British banks’ offshore banking activities ‘the greatest threat to national solvency’
A new paper shows that British banks engaged in more offshore banking than any other financial centre.
Researchers examining the resilience of the world’s financial centres after the global economic crisis conclude that the future stability of the UK is perhaps the most uncertain of all.
The paper concludes that in an era where attention has focused on the sustainability of public financial debts, it would appear there should be more concern about the potential amount of private foreign debt being held by British banks, which it describes as ‘the greatest threat to the national solvency’.
The working paper says that while the international position of British banks clearly benefited from being outside of the Eurozone, their foreign currency balance sheets are cause for concern’.
They are described as ‘extremely stretched’ on the eve of the crisis in 2007, and the paper warns that the future stability of The City may be ‘in the hands of unpredictable global forces’.

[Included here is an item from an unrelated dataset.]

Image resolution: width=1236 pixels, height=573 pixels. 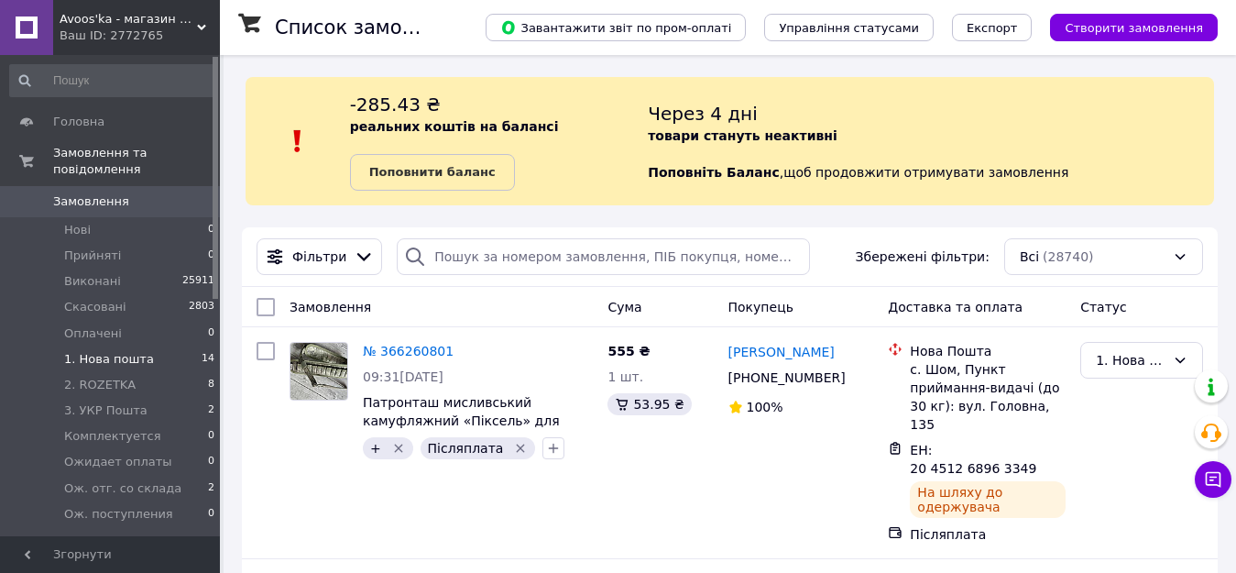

The research paper authored by Dr Daniel Haberley from the University of Sussex and Professor Dariusz Wójcik from the University of Oxford is to be presented at the world’s biggest economic geography conference, hosted by the University’s School of Geography and the Environment and the Smith School of Enterprise and the Environment.
They show that British banks by nationality grew to become the world’s largest (by international assets) in 2012. The paper links this growth with British banks shifting their focus away from Europe during the global crisis towards what were seen as more robust economies – the US and to a lesser extent Japan – as funding sources.
While British banks appear to have finally begun to deleverage in 2013, the paper shows this only brought their cross-border assets down to 2007 levels by the end of 2014.
Dr Daniel Haberly says, “The national cost-benefit balance of this offshore banking strategy is increasingly questionable. There has been a shift in where the risk is felt, so rather than its effects being outside of Britain, bad debts would affect the state’s balance sheets and, in the long run, the British taxpayer. Taxpayers would end up paying the cost of bad debts resulting from the offshore banking activities undertaken by British banks, whether the banks were publicly run or not.”
Professor Dariusz Wójcik says,”The UK is the offshore lynchpin of the global banking network. It appears to be trapped between an unravelling European financial system and an uncontrollable global financial system, with greater risks as host state than in the past due to the deregulation of recent decades.”
The paper tracks the historical context, explaining that the UK’s fragility is, in part, due to the deregulation of the 1980s, the so-called ‘Big Bang’, wherein the Keynesian-era ring-fencing system was torn down altogether.
Even more significant were the Basel Accords, which created a new regulatory framework ensuring that host states supervise the liquidity of their national banks globally. This produced an international ‘race-to-the-bottom’, says the paper, which increasingly took a more permissive approach towards nationally headquartered banks, as opposed to attracting foreign banks backed by foreign governments.
By contrast, in the 1950s to 1970s, offshore banking centres, led by Britain, were mostly able to shift the financial risks generated by deregulation onto other economies, the authors note.
The most resilient models in offshore banking were found to be those with large sovereign forex reserves, such as Singapore and Hong Kong. Currency sovereignty appears to be the key factor for stability, concludes the paper.
It says, in theory, Eurozone offshore banking centres should have been in a strong position to weather the crisis as they have their own currency.
However, ironically, the own currency debts of Eurozone member banks are described as ‘more destabilising’ than the foreign currency debts of other countries’ banks.
The study argues this is because of the refusal of the European Central Bank to unconditionally backstop the debts of its member states. This had the effect of ‘disproportionately’ impacting Eurozone offshore banking centres, which should have been ‘easily avoidable’, the paper says.